HONORARY MENTION
steve: The Museum Social Tagging Project
steve: The Museum Social Tagging Project is an open collaboration between museum professionals, members of the academic community, software developers and others who believe that social tagging may provide profound new ways to describe and access museum collections and encourage visitor engagement with works of art. The project team has embarked on a rigorous program of research into how social tagging can best serve the museum community and its visitors. To support our research, the team is developing a suite of open-source tagging tools; these have been made freely available and the cultural heritage community has been encouraged to use them to introduce tagging on their institutional websites or within their institutions.

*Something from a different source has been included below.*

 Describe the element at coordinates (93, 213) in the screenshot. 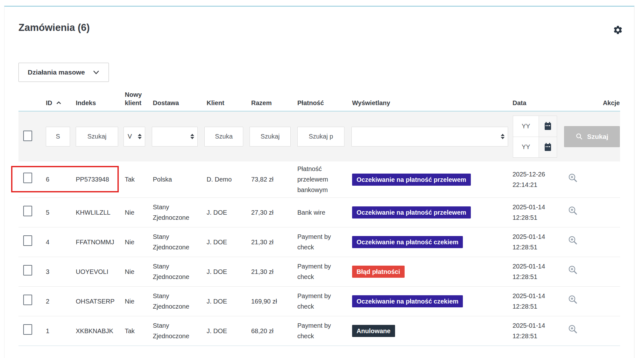

I see `indeks-value: KHWLILZLL` at that location.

steve: The Museum Social Tagging Project was founded in 2005 to address concerns by art museums about access to their ever-growing online collections. As museums were welcoming increasing numbers of visitors to their online outposts, they were also discovering that these visitors struggled to navigate digital collections. The problem, in part, stemmed from a semantic gap that separated museums' formal descriptions of works - usually created by art historians or other specialists - and the vernacular language used by the general public for searching. This language, reflecting the broad range of needs and perspectives of users, simply did not exist in collection documentation. Project team members believed that by employing the thenemerging technology of social tagging and its resulting folksonomies we might bridge the semantic gap by engaging users in the time-consuming and expensive task of describing our collections, add a multi-cultural, perhaps multi-lingual perspective to our documentation, and possibly even develop strategies for engaging new types of users in looking at and thinking about art. We were also intrigued by the potential of the medium to expose our professional staff - curators, educators and others - to direct evidence of how works of art in our collections were perceived by visitors.
In 2005, a professional forum at the Museums and the Web conference in Vancouver, Canada, served as a planning meeting for the project that would become steve. The Forum, chaired by Susan Chun and Michael Jenkins of the Metropolitan Museum of Art (New York), was entitled "Cataloging by Crowd: A proposal for the development of a community cataloguing tool to capture subject information for images." In 2006, based on the project's proof-of-concept research, research agenda and prototype tool development work, as well as on the commitment of a number of partners to the project's work, the US Institute of Museum and Library Services provided Steve with two years of funding. The final results of the research project will be published in late 2008.